June 13, 2026 · 6 min read
Air France La Première Dining: Who Cooks the Food, and What Actually Happens On Board
Air France La Première crew hand-prepare dishes individually in flight — not reheated from catering. In 2026, menus are by Anne-Sophie Pic and Arnaud Lallement, both three Michelin stars. Here's how it actually works.

Most premium airline dining works like this: food is prepared in a ground catering facility, chilled, loaded onto the aircraft, and reheated in the galley before service. The Michelin-starred chef's name on the menu is real. The cooking happens on the ground, not at 35,000 feet. This is standard practice, even at airlines with genuinely excellent first class products.
Air France La Première works differently. And it's worth understanding how, before you start comparing it to other cabins based on the name on the menu alone.
Who are the La Première chefs in 2026?
The 2026 menus rotate between two chefs. Anne-Sophie Pic holds three Michelin stars and is based in Valence — she's one of very few female chefs in the world at that level, and her cooking is technically precise in a way that works unusually well at altitude. Arnaud Lallement also holds three Michelin stars, based near Reims, and his menus for La Première draw from the produce of the Champagne region.
Desserts come from Claire Heitzler, Gault & Millau Pastry Chef of the Year 2013. The wine list is curated by Xavier Thuizat — Meilleur Sommelier de France 2022, Meilleur Ouvrier de France 2023 — selected through blind tasting across every French wine-growing region. Quietly, this is one of the best wine programmes in the category. Full stop.
Is the food actually cooked on board?
Yes — and this is the detail that separates La Première from nearly every other first class dining programme. The crew prepare each dish individually before service, in flight. The Michelin-starred chefs design the recipes and set the standards. The preparation happens on the aircraft, for each passenger.
Stay with me, because the implications of this are more significant than they sound. With four suites and a crew that's genuinely cooking rather than reheating, you get food that behaves like food — textures that hold, temperatures that are right, dishes that weren't assembled four hours ago in an industrial kitchen in a different country. I've watched clients experience this for the first time and do a genuine double-take when the crew brings out what's clearly been freshly prepared.

Is the dining experience consistent on every flight?
In theory, yes. In practice, it depends. Like any product where individual crew performance matters, La Première isn't perfectly uniform across every flight. Reviews from experienced premium cabin travellers — One Mile at a Time included — occasionally note variation in service quality even when the food itself is excellent. The product at its best is the finest dining available on a commercial aircraft. On the occasional off-flight, it's still very good. The gap between best and worst is narrower than at most carriers, partly because four passengers is a manageable number to execute well for.
What tableware does La Première use?
Bernardaud Limoges porcelain, designed by Jean-Marie Massaud. The Air France winged seahorse appears as a watermark on each piece. Cutlery by Christofle. Metal pieces by Degrenne. Every main dish is served under a cloche, on an embroidered cotton tablecloth.
These are the same French manufacturers that have been associated with La Première across its various iterations. The continuity is deliberate, and it shows.
How does La Première dining compare to other first class airlines?
- Air France La Première — 3-star chefs (rotating 2026), prepared in flight, Bernardaud & Christofle
- Singapore Airlines Suites — various chefs by route, ground catering, Book the Cook system
- Emirates First Class — various chefs, ground catering, Rosenthal
- Lufthansa First Class — various chefs, ground catering, varied porcelain
- Cathay Pacific First Class — various chefs, ground catering, Robert Welch
The on-board preparation is verifiable and specific. Whether it matters to a given traveller depends on how much weight they put on dining as part of the journey. For a client on a seven-hour flight who'll sleep through most of it, probably less so. For a client on a twelve-hour transatlantic sector who'll be awake for dinner and breakfast — this is the part my clients always wish they'd known earlier.
Considering La Première for a client where dining quality matters? We're glad to advise on current menus and how to make advance requests work. Reach us at bookmefirstclass.com.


**ASSIGNMENT**: The line containing "What region is", and every line after it to the end of the listing, should be repeated exactly; the pictures should not.

**DATA RECORDS**:

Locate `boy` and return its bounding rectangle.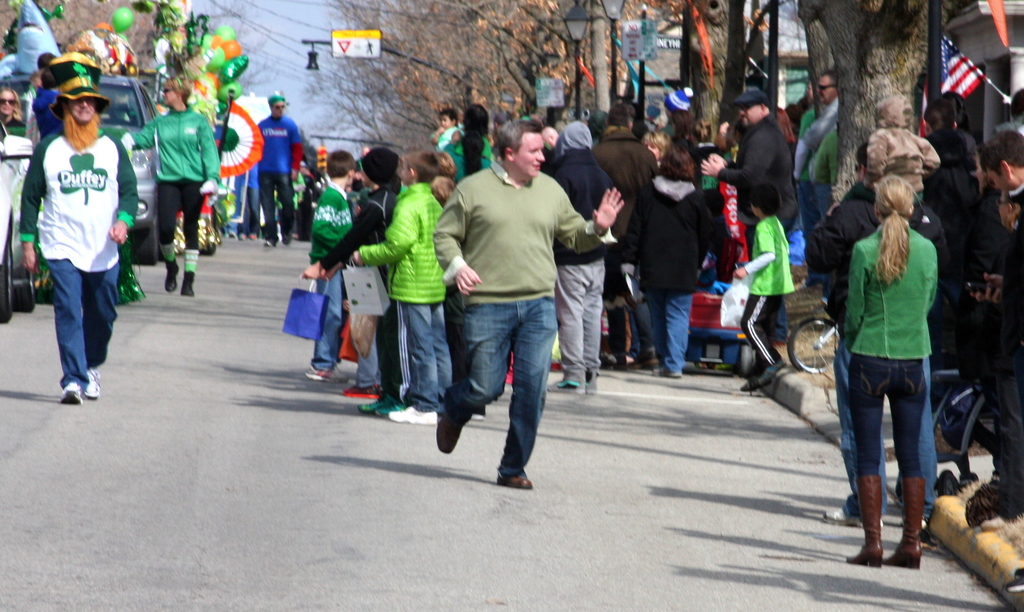
731:182:792:397.
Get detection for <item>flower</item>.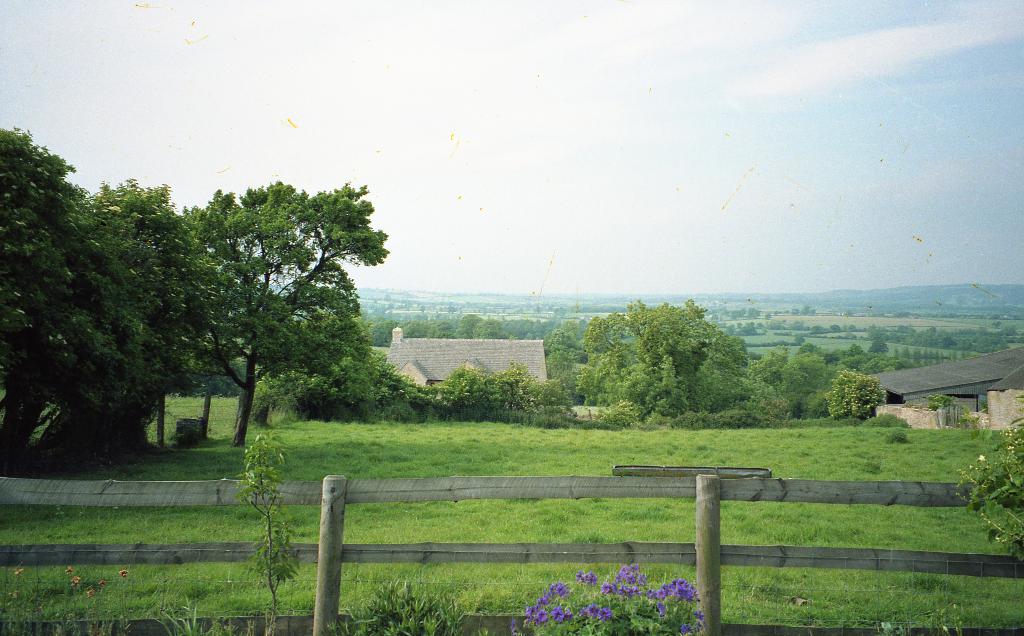
Detection: region(594, 606, 616, 620).
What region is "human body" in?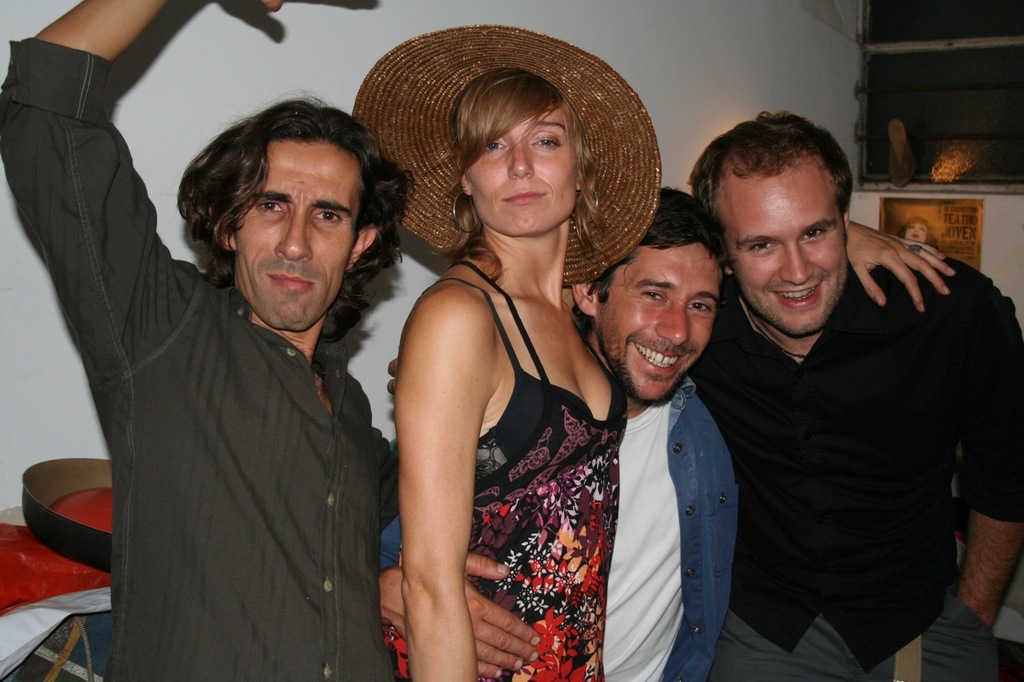
(x1=0, y1=0, x2=399, y2=681).
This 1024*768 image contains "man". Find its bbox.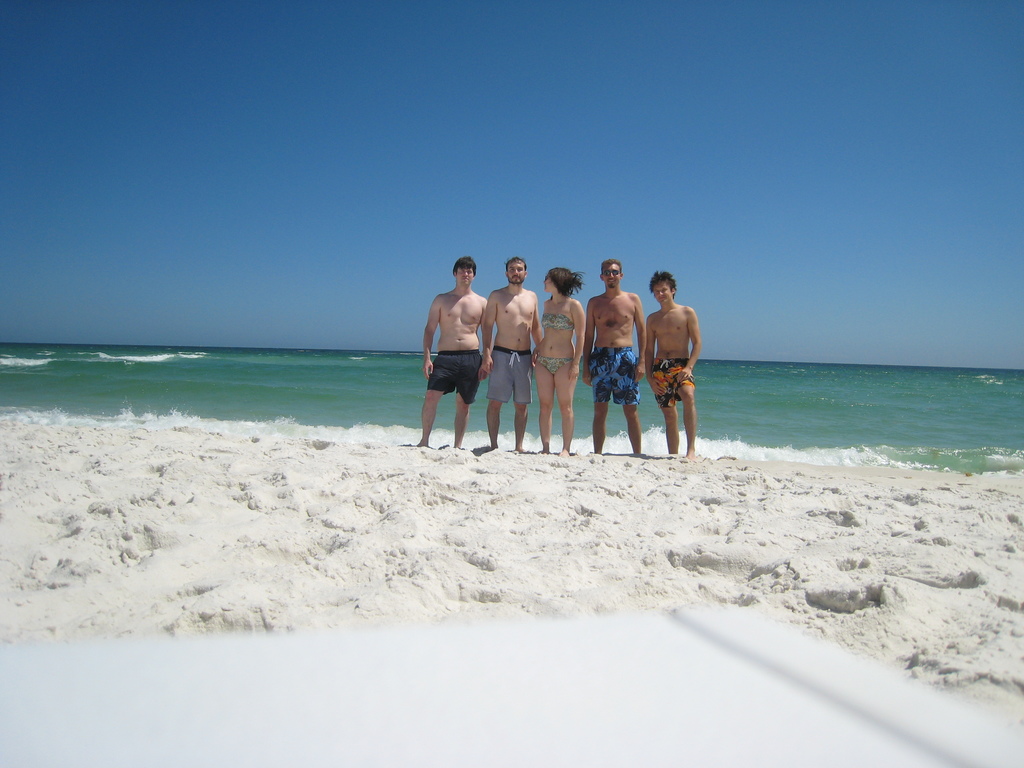
bbox=[422, 254, 488, 447].
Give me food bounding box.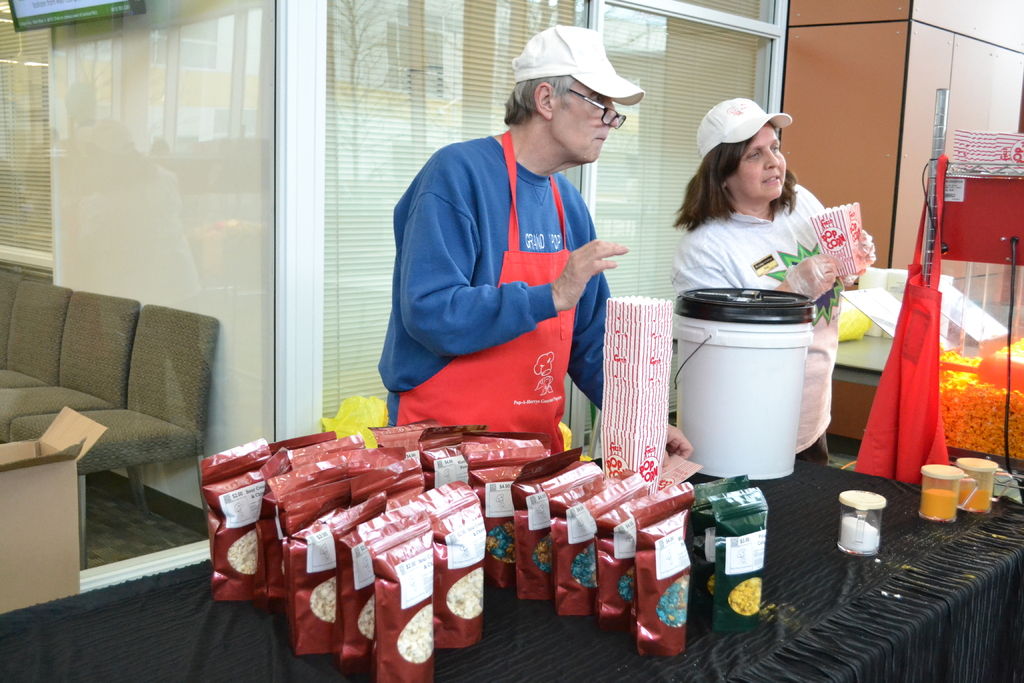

**EXERCISE ANSWER**:
What region is "human body" in?
(x1=0, y1=0, x2=399, y2=681).
This 1024*768 image contains "man". Find its bbox.
bbox=[422, 254, 488, 447].
Give me food bounding box.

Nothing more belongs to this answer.